OpenAI, the artificial-intelligence company behind ChatGPT, is expected to air its first TV commercial during Sunday’s Super Bowl, according to people familiar with the matter.
Founded in 2015, the OpenAI brand took off in late 2022 when it launched its wildly popular chatbot, ChatGPT. While Open AI has become one of the best known companies in the AI space, it achieved that feat with little help from paid advertising.
The big-game ad is, by far, OpenAI’s biggest foray into advertising as the race to build the world’s most powerful AI technology and win over users intensifies.
The sector is already jam-packed with many deep-pocketed companies and startups such as Microsoft, Alphabet, Meta Platforms, Amazon-backed Anthropic, Elon Musk’s xAI and others. And new entrants such as Chinese upstart DeepSeek continue to emerge.
OpenAI, the market leader, has 300 million weekly active users, but rivals are looking to challenge its dominance. Google Chief Executive Sundar Pichai recently told employees that he wants the company’s chatbot Gemini to be used by 500 million people by the end of 2025, the Journal reported.
Though OpenAI has made minimal investment in advertising thus far, others in the sector haven’t shied away from marketing. Companies in the AI industry spent $332 million on ads last year, more than double their 2023 spending level, according to estimates from ad tracker Mediaradar.
Google, Anthropic and Microsoft ran ads during last year’s Super Bowl.
Google’s spot promoted Guided Frame, an AI-powered feature on its Pixel camera that helps blind and sight-impaired people take photos, while Anthropic aired a five-second ad that read: “Claude is a next-generation AI assistant.” Microsoft’s commercial highlighted how its AI assistant, Copilot, can empower humans to achieve more.
Still, selling AI to the masses isn’t easy. “There is a fear factor in this category,” Kathleen Hall, Microsoft’s former chief brand officer, told the Journal last year. Hall said Microsoft research from 2022 revealed that some consumers were extremely afraid of the technology, with some suggesting the tech is “going to kill me in my sleep and take over the world,” she said. Over time, she said, people’s sentiment improved as they began to understand the benefits that might eventually come from AI, such as helping cure diseases.
OpenAI signaled that it was beginning to lean more on marketing late last year when it hired Kate Rouch, the marketing chief at Coinbase Global, as its first chief marketing officer.
A well-respected marketer, Rouch oversaw an aggressive marketing push at the cryptocurrency exchange platform during her three-year tenure, which included a buzzy Super Bowl ad that featured a bouncing QR code. Before Coinbase, Rouch spent more than a decade at Meta.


Based on the entries below, how many lines contain the word "square"? Respond with only the number.

Data items
--------------------

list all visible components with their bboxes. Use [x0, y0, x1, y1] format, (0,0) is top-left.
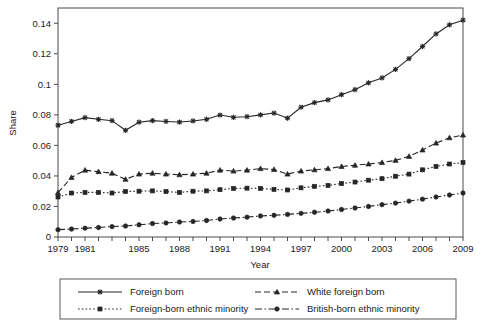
y-tick-label: 0.08 [33, 109, 52, 120]
legend-item-british-born-ethnic-minority[interactable]: British-born ethnic minority [255, 303, 420, 314]
x-tick-label: 1981 [74, 243, 95, 254]
x-tick-label: 2006 [412, 243, 433, 254]
plot-frame [58, 8, 463, 237]
y-axis-label: Share [7, 110, 18, 135]
legend: Foreign bornWhite foreign bornForeign-bo… [60, 279, 456, 319]
y-tick-label: 0 [46, 231, 51, 242]
y-tick-label: 0.12 [33, 48, 52, 59]
x-tick-label: 2003 [371, 243, 392, 254]
x-tick-label: 1994 [250, 243, 271, 254]
chart-container: 00.020.040.060.080.10.120.14 19791981198… [0, 0, 486, 324]
legend-item-white-foreign-born[interactable]: White foreign born [255, 286, 385, 297]
x-axis-label: Year [250, 259, 269, 270]
legend-label: Foreign born [130, 286, 184, 297]
x-tick-label: 1991 [209, 243, 230, 254]
x-tick-label: 1988 [169, 243, 190, 254]
x-tick-label: 2009 [452, 243, 473, 254]
y-tick-label: 0.14 [33, 18, 52, 29]
y-tick-label: 0.04 [33, 170, 52, 181]
x-tick-label: 1985 [128, 243, 149, 254]
x-axis-ticks: 1979198119851988199119941997200020032006… [47, 237, 473, 254]
x-tick-label: 1979 [47, 243, 68, 254]
share-by-group-line-chart: 00.020.040.060.080.10.120.14 19791981198… [0, 0, 486, 324]
y-tick-label: 0.02 [33, 201, 52, 212]
y-tick-label: 0.1 [38, 79, 51, 90]
series-foreign-born [55, 18, 465, 133]
x-tick-label: 1997 [290, 243, 311, 254]
series-lines [55, 18, 465, 232]
legend-item-foreign-born-ethnic-minority[interactable]: Foreign-born ethnic minority [78, 303, 249, 314]
legend-label: Foreign-born ethnic minority [130, 303, 249, 314]
legend-label: British-born ethnic minority [307, 303, 420, 314]
legend-item-foreign-born[interactable]: Foreign born [78, 286, 184, 297]
y-tick-label: 0.06 [33, 140, 52, 151]
y-axis-ticks: 00.020.040.060.080.10.120.14 [33, 18, 59, 243]
legend-label: White foreign born [307, 286, 385, 297]
series-white-foreign-born [55, 132, 465, 194]
x-tick-label: 2000 [331, 243, 352, 254]
series-british-born-ethnic-minority [56, 191, 465, 232]
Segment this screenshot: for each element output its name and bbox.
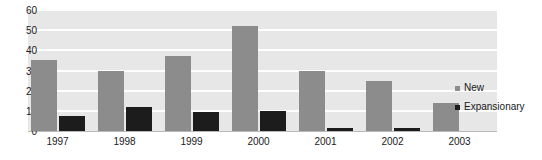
- bar-new-1998: [98, 71, 124, 132]
- bar-expansionary-1998: [126, 107, 152, 131]
- x-axis-tick-label: 1999: [180, 136, 202, 147]
- x-axis-tick-label: 1998: [113, 136, 135, 147]
- bar-expansionary-1997: [59, 116, 85, 131]
- bar-group: [296, 10, 366, 131]
- x-axis-tick-label: 2003: [448, 136, 470, 147]
- bar-group: [95, 10, 165, 131]
- bar-group: [229, 10, 299, 131]
- bar-group: [430, 10, 500, 131]
- square-marker-gray-icon: [455, 86, 460, 91]
- bar-expansionary-1999: [193, 112, 219, 131]
- x-axis-tick-label: 2001: [314, 136, 336, 147]
- legend-label: Expansionary: [464, 102, 525, 112]
- x-axis-tick-label: 2000: [247, 136, 269, 147]
- bar-group: [162, 10, 232, 131]
- bar-series-container: [28, 10, 497, 131]
- bar-new-2002: [366, 81, 392, 131]
- bar-group: [28, 10, 98, 131]
- chart-title: [28, 0, 498, 3]
- legend-label: New: [464, 83, 484, 93]
- bar-expansionary-2002: [394, 128, 420, 131]
- x-axis-line: [28, 131, 497, 132]
- square-marker-black-icon: [455, 105, 460, 110]
- bar-expansionary-2000: [260, 111, 286, 131]
- bar-chart: 0102030405060 19971998199920002001200220…: [0, 0, 542, 160]
- bar-new-2001: [299, 71, 325, 132]
- legend-item-new: New: [455, 83, 525, 93]
- legend-item-expansionary: Expansionary: [455, 102, 525, 112]
- bar-new-1997: [31, 60, 57, 131]
- x-axis-tick-label: 1997: [46, 136, 68, 147]
- bar-new-1999: [165, 56, 191, 131]
- x-axis-tick-label: 2002: [381, 136, 403, 147]
- bar-group: [363, 10, 433, 131]
- chart-legend: New Expansionary: [455, 83, 525, 112]
- bar-expansionary-2001: [327, 128, 353, 131]
- bar-new-2000: [232, 26, 258, 131]
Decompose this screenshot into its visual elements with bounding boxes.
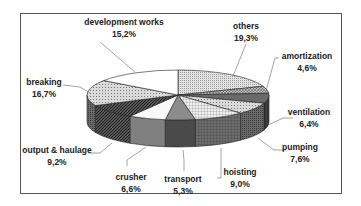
leader-line bbox=[63, 85, 90, 93]
pie-side-crusher bbox=[130, 116, 165, 147]
label-hoisting-name: hoisting bbox=[223, 166, 256, 178]
leader-line bbox=[100, 42, 135, 72]
label-development-works: development works 15,2% bbox=[84, 16, 163, 40]
pie-side-transport bbox=[165, 120, 195, 147]
label-transport-name: transport bbox=[164, 173, 201, 185]
label-crusher: crusher 6,6% bbox=[115, 171, 146, 195]
label-development-works-pct: 15,2% bbox=[84, 28, 163, 40]
label-amortization: amortization 4,6% bbox=[282, 50, 333, 74]
label-output-haulage-pct: 9,2% bbox=[22, 156, 91, 168]
leader-line bbox=[266, 58, 279, 91]
label-breaking: breaking 16,7% bbox=[26, 76, 61, 100]
label-hoisting: hoisting 9,0% bbox=[223, 166, 256, 190]
label-breaking-pct: 16,7% bbox=[26, 88, 61, 100]
label-output-haulage-name: output & haulage bbox=[22, 144, 91, 156]
label-others: others 19,3% bbox=[233, 20, 259, 44]
leader-line bbox=[127, 147, 146, 166]
label-transport-pct: 5,3% bbox=[164, 185, 201, 197]
label-ventilation-pct: 6,4% bbox=[288, 118, 331, 130]
label-output-haulage: output & haulage 9,2% bbox=[22, 144, 91, 168]
label-amortization-name: amortization bbox=[282, 50, 333, 62]
label-transport: transport 5,3% bbox=[164, 173, 201, 197]
label-pumping: pumping 7,6% bbox=[282, 141, 318, 165]
label-ventilation: ventilation 6,4% bbox=[288, 106, 331, 130]
label-pumping-pct: 7,6% bbox=[282, 153, 318, 165]
leader-line bbox=[217, 148, 221, 178]
label-crusher-name: crusher bbox=[115, 171, 146, 183]
label-pumping-name: pumping bbox=[282, 141, 318, 153]
label-hoisting-pct: 9,0% bbox=[223, 178, 256, 190]
label-crusher-pct: 6,6% bbox=[115, 183, 146, 195]
label-amortization-pct: 4,6% bbox=[282, 62, 333, 74]
leader-line bbox=[233, 44, 246, 76]
label-breaking-name: breaking bbox=[26, 76, 61, 88]
leader-line bbox=[183, 150, 184, 171]
label-others-name: others bbox=[233, 20, 259, 32]
label-development-works-name: development works bbox=[84, 16, 163, 28]
label-others-pct: 19,3% bbox=[233, 32, 259, 44]
label-ventilation-name: ventilation bbox=[288, 106, 331, 118]
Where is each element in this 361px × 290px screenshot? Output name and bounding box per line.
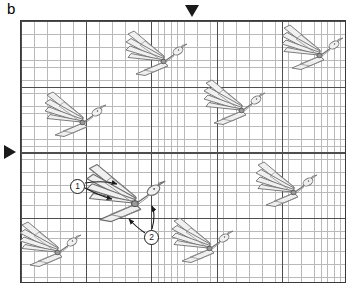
figure-panel-b: b [0, 0, 361, 290]
panel-label: b [7, 1, 15, 17]
callout-number-2: 2 [144, 230, 159, 245]
callout-number-1: 1 [70, 179, 85, 194]
top-reference-marker-icon [185, 5, 199, 17]
left-reference-marker-icon [4, 145, 16, 159]
plot-area [20, 20, 346, 283]
grid-major-lines [21, 21, 345, 282]
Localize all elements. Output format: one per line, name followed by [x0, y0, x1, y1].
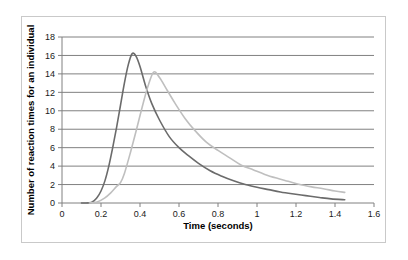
data-curve-series-light [89, 72, 344, 203]
x-tick-label: 1.6 [368, 209, 381, 219]
y-tick-label: 2 [50, 180, 55, 190]
x-axis-title: Time (seconds) [183, 220, 253, 231]
x-tick-label: 1.4 [329, 209, 342, 219]
chart-canvas: 00.20.40.60.811.21.41.6 024681012141618 … [0, 0, 408, 260]
y-tick-label: 14 [45, 69, 55, 79]
x-tick-label: 1 [254, 209, 259, 219]
y-axis-tick-labels: 024681012141618 [45, 32, 55, 208]
y-tick-label: 4 [50, 161, 55, 171]
x-tick-label: 0.8 [212, 209, 225, 219]
x-tick-label: 0.2 [95, 209, 108, 219]
y-axis-title: Number of reaction times for an individu… [25, 25, 36, 216]
y-tick-label: 10 [45, 106, 55, 116]
x-tick-label: 0.6 [173, 209, 186, 219]
y-tick-label: 18 [45, 32, 55, 42]
y-tick-label: 16 [45, 51, 55, 61]
y-axis-ticks [58, 37, 62, 203]
x-axis-ticks [62, 203, 374, 207]
y-tick-label: 12 [45, 88, 55, 98]
x-tick-label: 0 [59, 209, 64, 219]
x-tick-label: 1.2 [290, 209, 303, 219]
figure-root: 00.20.40.60.811.21.41.6 024681012141618 … [0, 0, 408, 260]
gridlines [62, 37, 374, 203]
y-tick-label: 6 [50, 143, 55, 153]
y-tick-label: 8 [50, 124, 55, 134]
x-axis-tick-labels: 00.20.40.60.811.21.41.6 [59, 209, 380, 219]
x-tick-label: 0.4 [134, 209, 147, 219]
y-tick-label: 0 [50, 198, 55, 208]
data-series-group [82, 53, 345, 203]
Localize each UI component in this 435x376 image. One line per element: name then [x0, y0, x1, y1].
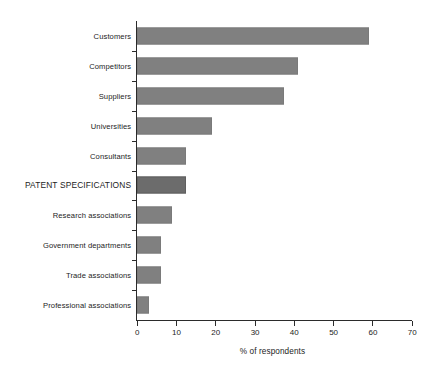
bar-universities [137, 117, 212, 134]
table-row: Suppliers [0, 81, 435, 111]
bar-patent-specifications [137, 177, 186, 194]
bar-trade-associations [137, 267, 161, 284]
x-axis-tick-label: 70 [408, 328, 417, 337]
bar-rows: Customers Competitors Suppliers Universi… [0, 21, 435, 320]
x-axis-tick [412, 321, 413, 326]
x-axis-line [136, 320, 412, 321]
x-axis-tick-label: 30 [251, 328, 260, 337]
bar-competitors [137, 57, 298, 74]
category-label-competitors: Competitors [89, 61, 131, 70]
x-axis-title: % of respondents [0, 347, 435, 356]
bar-research-associations [137, 207, 172, 224]
bar-suppliers [137, 87, 284, 104]
table-row: Trade associations [0, 260, 435, 290]
x-axis-tick-label: 50 [329, 328, 338, 337]
category-label-universities: Universities [91, 121, 131, 130]
bar-consultants [137, 147, 186, 164]
category-label-suppliers: Suppliers [99, 91, 132, 100]
bar-customers [137, 27, 369, 44]
x-axis-tick-label: 0 [135, 328, 139, 337]
bar-government-departments [137, 237, 161, 254]
x-axis-tick [372, 321, 373, 326]
x-axis-tick-label: 60 [368, 328, 377, 337]
x-axis-tick-label: 10 [172, 328, 181, 337]
category-label-patent-specifications: PATENT SPECIFICATIONS [25, 180, 131, 190]
table-row: Competitors [0, 51, 435, 81]
x-axis-tick-label: 40 [290, 328, 299, 337]
x-axis-title-text: % of respondents [240, 347, 305, 356]
category-label-professional-associations: Professional associations [43, 301, 131, 310]
x-axis-tick [137, 321, 138, 326]
x-axis-tick [294, 321, 295, 326]
category-label-trade-associations: Trade associations [66, 271, 131, 280]
bar-professional-associations [137, 297, 149, 314]
table-row: Consultants [0, 141, 435, 171]
x-axis-tick-label: 20 [211, 328, 220, 337]
category-label-consultants: Consultants [90, 151, 131, 160]
category-label-customers: Customers [94, 31, 132, 40]
x-axis-tick [255, 321, 256, 326]
table-row: PATENT SPECIFICATIONS [0, 171, 435, 201]
table-row: Professional associations [0, 290, 435, 320]
horizontal-bar-chart: Customers Competitors Suppliers Universi… [0, 0, 435, 376]
category-label-research-associations: Research associations [53, 211, 132, 220]
x-axis-tick [176, 321, 177, 326]
table-row: Customers [0, 21, 435, 51]
x-axis-tick [215, 321, 216, 326]
category-label-government-departments: Government departments [43, 241, 131, 250]
table-row: Government departments [0, 230, 435, 260]
table-row: Research associations [0, 200, 435, 230]
table-row: Universities [0, 111, 435, 141]
x-axis-tick [333, 321, 334, 326]
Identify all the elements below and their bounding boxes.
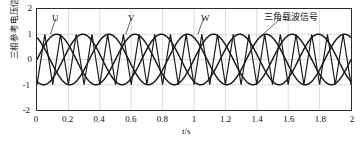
annotation-label-u: U [52, 14, 59, 23]
figure: 三相参考电压信号/V 2 1 0 -1 -2 0 0.2 0.4 0.6 0.8… [0, 0, 364, 142]
x-axis-title: t/s [182, 127, 191, 136]
y-tick-label: -1 [8, 81, 30, 90]
x-tick-label: 0.6 [116, 115, 146, 124]
x-tick-label: 0.4 [84, 115, 114, 124]
annotation-label-w: W [201, 14, 210, 23]
annotation-label-v: V [128, 14, 135, 23]
x-tick-label: 0.8 [147, 115, 177, 124]
waveform-canvas [37, 9, 351, 110]
x-tick-label: 1.8 [305, 115, 335, 124]
y-tick-label: -2 [8, 106, 30, 115]
y-tick-label: 2 [10, 4, 32, 13]
x-tick-label: 1.4 [242, 115, 272, 124]
y-tick-label: 1 [10, 30, 32, 39]
x-tick-label: 0.2 [53, 115, 83, 124]
x-tick-label: 1 [179, 115, 209, 124]
annotation-label-carrier: 三角载波信号 [264, 13, 317, 22]
x-tick-label: 1.6 [274, 115, 304, 124]
y-tick-label: 0 [10, 55, 32, 64]
x-tick-label: 0 [21, 115, 51, 124]
plot-area [36, 8, 352, 111]
x-tick-label: 2 [337, 115, 364, 124]
x-tick-label: 1.2 [211, 115, 241, 124]
x-axis-title-den: /s [185, 126, 191, 136]
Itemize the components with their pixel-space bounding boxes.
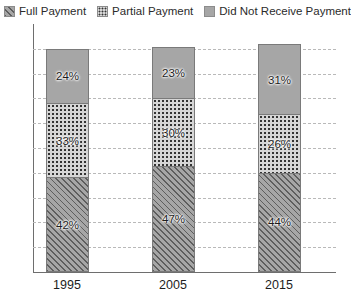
bar-segment-full-payment: 42% <box>46 177 89 272</box>
solid-swatch-icon <box>204 6 215 17</box>
bar-value-label: 44% <box>268 216 291 228</box>
bar-segment-partial-payment: 33% <box>46 103 89 177</box>
bar-group-2015: 31% 26% 44% <box>258 44 301 272</box>
bar-value-label: 30% <box>162 127 185 139</box>
bar-value-label: 47% <box>162 213 185 225</box>
chart-legend: Full Payment Partial Payment Did Not Rec… <box>0 0 344 22</box>
bar-segment-partial-payment: 30% <box>152 98 195 166</box>
bar-group-1995: 24% 33% 42% <box>46 49 89 272</box>
legend-label: Partial Payment <box>112 5 193 17</box>
bar-group-2005: 23% 30% 47% <box>152 47 195 273</box>
bar-value-label: 23% <box>162 67 185 79</box>
bar-segment-did-not-receive-payment: 23% <box>152 47 195 99</box>
x-axis-label-2015: 2015 <box>239 278 319 292</box>
legend-item-did-not-receive-payment: Did Not Receive Payment <box>204 5 351 17</box>
dotted-swatch-icon <box>97 6 108 17</box>
x-axis-label-1995: 1995 <box>27 278 107 292</box>
x-axis-line <box>33 272 336 273</box>
x-axis-label-2005: 2005 <box>133 278 213 292</box>
legend-item-partial-payment: Partial Payment <box>97 5 193 17</box>
bar-segment-partial-payment: 26% <box>258 114 301 173</box>
bar-segment-full-payment: 47% <box>152 166 195 272</box>
plot-area: 24% 33% 42% 23% 30% 47% 31% <box>33 24 336 272</box>
hatch-swatch-icon <box>4 6 15 17</box>
bar-value-label: 24% <box>56 70 79 82</box>
bar-value-label: 31% <box>268 74 291 86</box>
bar-segment-did-not-receive-payment: 31% <box>258 44 301 114</box>
bar-value-label: 33% <box>56 135 79 147</box>
bar-segment-full-payment: 44% <box>258 173 301 272</box>
bar-value-label: 26% <box>268 138 291 150</box>
legend-label: Did Not Receive Payment <box>219 5 351 17</box>
legend-item-full-payment: Full Payment <box>4 5 86 17</box>
legend-label: Full Payment <box>19 5 86 17</box>
bar-segment-did-not-receive-payment: 24% <box>46 49 89 103</box>
bar-value-label: 42% <box>56 219 79 231</box>
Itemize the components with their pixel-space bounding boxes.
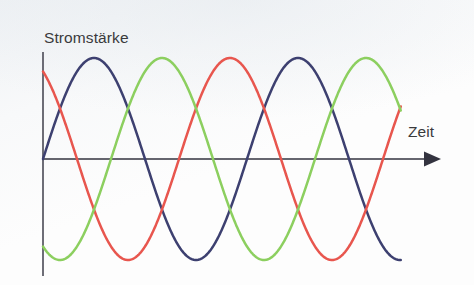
y-axis-label: Stromstärke	[44, 30, 129, 46]
x-axis-label: Zeit	[408, 124, 434, 140]
figure-canvas: Stromstärke Zeit	[0, 0, 474, 285]
arrow-right-icon	[424, 152, 441, 167]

--------------------

* Task response
2